Inheritance and contracts

We mostly use Java for the examples and Java is an object-oriented language, so I must discuss what happens when we use inheritance. Figure 4.2 shows that the TaxCalculator class has many children (TaxCalculatorBrazil which calculates taxes in Brazil, TaxCalculatorNL, which calculates taxes in the Netherlands, and so on). These child classes all override calculateTax() and change the pre- or post-conditions one way or another. Are these contract changes breaking changes?

Figure 4.2 A base class and its child classes. The client depends on the base class, which means any of its children may be used at run time.

We can apply the same reasoning as when we discussed changing contracts. Let’s start by focusing on the client class rather than the child classes. Suppose the client class receives a TaxCalculator in its constructor and later uses it in its methods. Due to polymorphism, we know that any of the child classes can also be passed to the client: for example, we can pass a TaxCalculatorBrazil or a TaxCalculatorUS, and it will be accepted because they are all children of the base class.

Since the client class does not know which tax calculator was given to it, it can only assume that whatever class it received will respect the pre- and post-conditions of the base class (the only class the client knows). In this case, value must be greater than or equal to 0 and should return a value greater than or equal to 0. Let’s explore what will happen if each of the child classes is given to the client class:

  • TaxCalculatorBrazil has the same pre-conditions as the base class. This means there is no way the client class will observe strange behavior regarding the pre-conditions if it is given TaxCalculatorBrazil. On the other hand, the TaxCalculatorBrazil class has a post-condition that the returned value is any number. This is bad. The client class expects only values that are greater than or equal to zero; it does not expect negative numbers. So if TaxCalculatorBrazil returns a negative number to the client, this may surprise the client and lead to a failure.
  • TaxCalculatorUS has the following pre-condition: “value greater than or equal to 100.” This pre-condition is stronger than the pre-condition of the base class (value >= 0), and the client class does not know that. Thus the client may call the tax calculator with a value that is acceptable for the base class but not acceptable for TaxCalculatorUS. We can expect a failure to happen. The post-condition of TaxCalculatorUS is the same as that of the base class, so we do not expect problems there.
  • TaxCalculatorNL has a different pre-condition from the base class: it accepts any value. In other words, the pre-condition is weaker than that of the base class. So although the client is not aware of this pre-condition, we do not expect failures, as TaxCalculatorNL can handle all of the client’s inputs.

If we generalize what we observe in this example, we arrive at the following rules whenever a subclass S (for example, TaxCalculatorBrazil) inherits from a base class B (for example, TaxCalculator):

  1. The pre-conditions of subclass S should be the same as or weaker (accept more values) than the pre-conditions of base class B.
  2. The post-conditions of subclass S should be the same as or stronger (return fewer values) than the post-conditions of base class B.

This idea that a subclass may be used as a substitution for a base class without breaking the expected behavior of the system is known as the Liskov substitution principle (LSP). This principle was introduced by Barbara Liskov in a 1987 keynote and later refined by her and Jeannette Wing in the famous “A behavioral notion of subtyping” paper (1994). The LSP became even more popular among software developers when Robert Martin popularized the SOLID principles, where the “L” stands for LSP.

NOTE A well-known best practice is to avoid inheritance whenever possible (see Effective Java’s item 16, “favor compostion over inheritance”). If you avoid inheritance, you naturally avoid all the problems just discussed. But it is not the goal of this discuss best practices in object-oriented design. If you ever need to use inheritance, you now know what to pay attention to.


**What is required**
Leave no line out; reproduce the listing exactly.

**Records shown**
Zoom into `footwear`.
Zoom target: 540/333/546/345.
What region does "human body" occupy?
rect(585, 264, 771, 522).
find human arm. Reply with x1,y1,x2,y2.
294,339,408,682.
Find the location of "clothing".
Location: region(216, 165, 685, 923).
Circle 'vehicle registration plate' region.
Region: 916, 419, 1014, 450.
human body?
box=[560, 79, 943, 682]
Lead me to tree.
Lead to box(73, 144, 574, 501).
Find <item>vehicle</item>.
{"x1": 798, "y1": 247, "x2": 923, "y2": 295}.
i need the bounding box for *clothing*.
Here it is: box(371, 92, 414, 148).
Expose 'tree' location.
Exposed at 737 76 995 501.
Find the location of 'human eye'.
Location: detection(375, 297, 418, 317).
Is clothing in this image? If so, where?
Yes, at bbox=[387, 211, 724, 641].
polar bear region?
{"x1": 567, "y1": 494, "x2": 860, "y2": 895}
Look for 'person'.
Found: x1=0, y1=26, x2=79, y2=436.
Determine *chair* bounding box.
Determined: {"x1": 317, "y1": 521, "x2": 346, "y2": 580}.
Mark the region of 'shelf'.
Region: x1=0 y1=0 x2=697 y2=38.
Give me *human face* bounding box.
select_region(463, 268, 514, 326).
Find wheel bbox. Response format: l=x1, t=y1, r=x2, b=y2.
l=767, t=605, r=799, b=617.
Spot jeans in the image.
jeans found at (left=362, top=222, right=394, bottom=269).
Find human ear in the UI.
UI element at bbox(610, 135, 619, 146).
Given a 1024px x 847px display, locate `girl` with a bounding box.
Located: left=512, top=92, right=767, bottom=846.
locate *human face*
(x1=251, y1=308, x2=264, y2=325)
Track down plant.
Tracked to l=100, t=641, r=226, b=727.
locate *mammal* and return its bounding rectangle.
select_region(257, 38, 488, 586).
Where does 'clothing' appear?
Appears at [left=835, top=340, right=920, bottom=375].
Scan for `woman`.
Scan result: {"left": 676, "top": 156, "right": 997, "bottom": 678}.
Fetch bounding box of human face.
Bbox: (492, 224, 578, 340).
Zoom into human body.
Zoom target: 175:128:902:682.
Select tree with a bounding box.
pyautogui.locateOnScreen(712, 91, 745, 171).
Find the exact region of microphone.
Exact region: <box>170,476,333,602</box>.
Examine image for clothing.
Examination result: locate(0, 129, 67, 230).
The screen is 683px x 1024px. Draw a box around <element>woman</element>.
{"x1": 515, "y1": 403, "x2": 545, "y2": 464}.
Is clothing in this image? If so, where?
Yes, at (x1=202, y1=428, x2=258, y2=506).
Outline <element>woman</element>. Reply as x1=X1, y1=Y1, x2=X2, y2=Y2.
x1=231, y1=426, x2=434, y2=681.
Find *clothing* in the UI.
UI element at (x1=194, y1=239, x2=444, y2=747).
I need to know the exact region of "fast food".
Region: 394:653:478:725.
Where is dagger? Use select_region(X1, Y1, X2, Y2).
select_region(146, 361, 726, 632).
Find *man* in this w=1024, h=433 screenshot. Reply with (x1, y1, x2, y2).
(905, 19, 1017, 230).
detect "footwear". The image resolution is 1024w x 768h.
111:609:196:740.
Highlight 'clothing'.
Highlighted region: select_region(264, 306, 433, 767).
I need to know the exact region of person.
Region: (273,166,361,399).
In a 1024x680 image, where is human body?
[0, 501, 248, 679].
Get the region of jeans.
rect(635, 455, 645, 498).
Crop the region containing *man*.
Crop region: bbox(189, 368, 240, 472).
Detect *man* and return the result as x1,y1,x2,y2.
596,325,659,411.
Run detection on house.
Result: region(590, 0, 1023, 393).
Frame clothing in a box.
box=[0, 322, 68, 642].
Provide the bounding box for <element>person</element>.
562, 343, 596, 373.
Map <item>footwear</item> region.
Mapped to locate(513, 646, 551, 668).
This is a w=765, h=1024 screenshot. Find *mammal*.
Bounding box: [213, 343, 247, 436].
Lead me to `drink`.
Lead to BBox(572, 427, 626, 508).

**Task solution**
Zoom into `footwear`.
Zoom target: 540/333/546/345.
What region does "human body" occupy?
rect(585, 264, 771, 522).
find human arm. Reply with x1,y1,x2,y2.
294,339,408,682.
Find the location of "clothing".
Location: region(216, 165, 685, 923).
Circle 'vehicle registration plate' region.
Region: 916, 419, 1014, 450.
human body?
box=[560, 79, 943, 682]
Lead me to tree.
Lead to box(73, 144, 574, 501).
Find <item>vehicle</item>.
{"x1": 798, "y1": 247, "x2": 923, "y2": 295}.
i need the bounding box for *clothing*.
Here it is: box(371, 92, 414, 148).
Expose 'tree' location.
Exposed at 737 76 995 501.
Find the location of 'human eye'.
Location: detection(375, 297, 418, 317).
Is clothing in this image? If so, where?
Yes, at bbox=[387, 211, 724, 641].
polar bear region?
{"x1": 567, "y1": 494, "x2": 860, "y2": 895}
Look for 'person'.
Found: x1=0, y1=26, x2=79, y2=436.
Determine *chair* bounding box.
Determined: {"x1": 317, "y1": 521, "x2": 346, "y2": 580}.
Mark the region of 'shelf'.
Region: x1=0 y1=0 x2=697 y2=38.
Give me *human face* bounding box.
select_region(463, 268, 514, 326).
Find wheel bbox. Response format: l=x1, t=y1, r=x2, b=y2.
l=767, t=605, r=799, b=617.
Spot jeans in the image.
jeans found at (left=362, top=222, right=394, bottom=269).
Find human ear in the UI.
UI element at bbox(610, 135, 619, 146).
Given a 1024px x 847px display, locate `girl` with a bounding box.
Located: left=512, top=92, right=767, bottom=846.
locate *human face*
(x1=251, y1=308, x2=264, y2=325)
Track down plant.
Tracked to l=100, t=641, r=226, b=727.
locate *mammal* and return its bounding rectangle.
select_region(257, 38, 488, 586).
Where does 'clothing' appear?
Appears at [left=835, top=340, right=920, bottom=375].
Scan for `woman`.
Scan result: {"left": 676, "top": 156, "right": 997, "bottom": 678}.
Fetch bounding box of human face.
Bbox: (492, 224, 578, 340).
Zoom into human body.
Zoom target: 175:128:902:682.
Select tree with a bounding box.
pyautogui.locateOnScreen(712, 91, 745, 171).
Find the exact region of microphone.
Exact region: <box>170,476,333,602</box>.
Examine image for clothing.
Examination result: locate(0, 129, 67, 230).
The screen is 683px x 1024px. Draw a box around <element>woman</element>.
{"x1": 515, "y1": 403, "x2": 545, "y2": 464}.
Is clothing in this image? If so, where?
Yes, at (x1=202, y1=428, x2=258, y2=506).
Outline <element>woman</element>. Reply as x1=X1, y1=Y1, x2=X2, y2=Y2.
x1=231, y1=426, x2=434, y2=681.
Find *clothing* in the UI.
UI element at (x1=194, y1=239, x2=444, y2=747).
I need to know the exact region of "fast food".
Region: 394:653:478:725.
Where is dagger? Use select_region(X1, Y1, X2, Y2).
select_region(146, 361, 726, 632).
Find *man* in this w=1024, h=433 screenshot. Reply with (x1, y1, x2, y2).
(905, 19, 1017, 230).
detect "footwear". The image resolution is 1024w x 768h.
111:609:196:740.
Highlight 'clothing'.
Highlighted region: select_region(264, 306, 433, 767).
I need to know the exact region of person.
Region: (273,166,361,399).
In a 1024x680 image, where is human body?
[0, 501, 248, 679].
Get the region of jeans.
rect(635, 455, 645, 498).
Crop the region containing *man*.
Crop region: bbox(189, 368, 240, 472).
Detect *man* and return the result as x1,y1,x2,y2.
596,325,659,411.
Run detection on house.
Result: region(590, 0, 1023, 393).
Frame clothing in a box.
box=[0, 322, 68, 642].
Provide the bounding box for <element>person</element>.
562, 343, 596, 373.
Map <item>footwear</item> region.
Mapped to locate(513, 646, 551, 668).
This is a w=765, h=1024 screenshot. Find *mammal*.
Bounding box: [213, 343, 247, 436].
Lead me to `drink`.
Lead to BBox(572, 427, 626, 508).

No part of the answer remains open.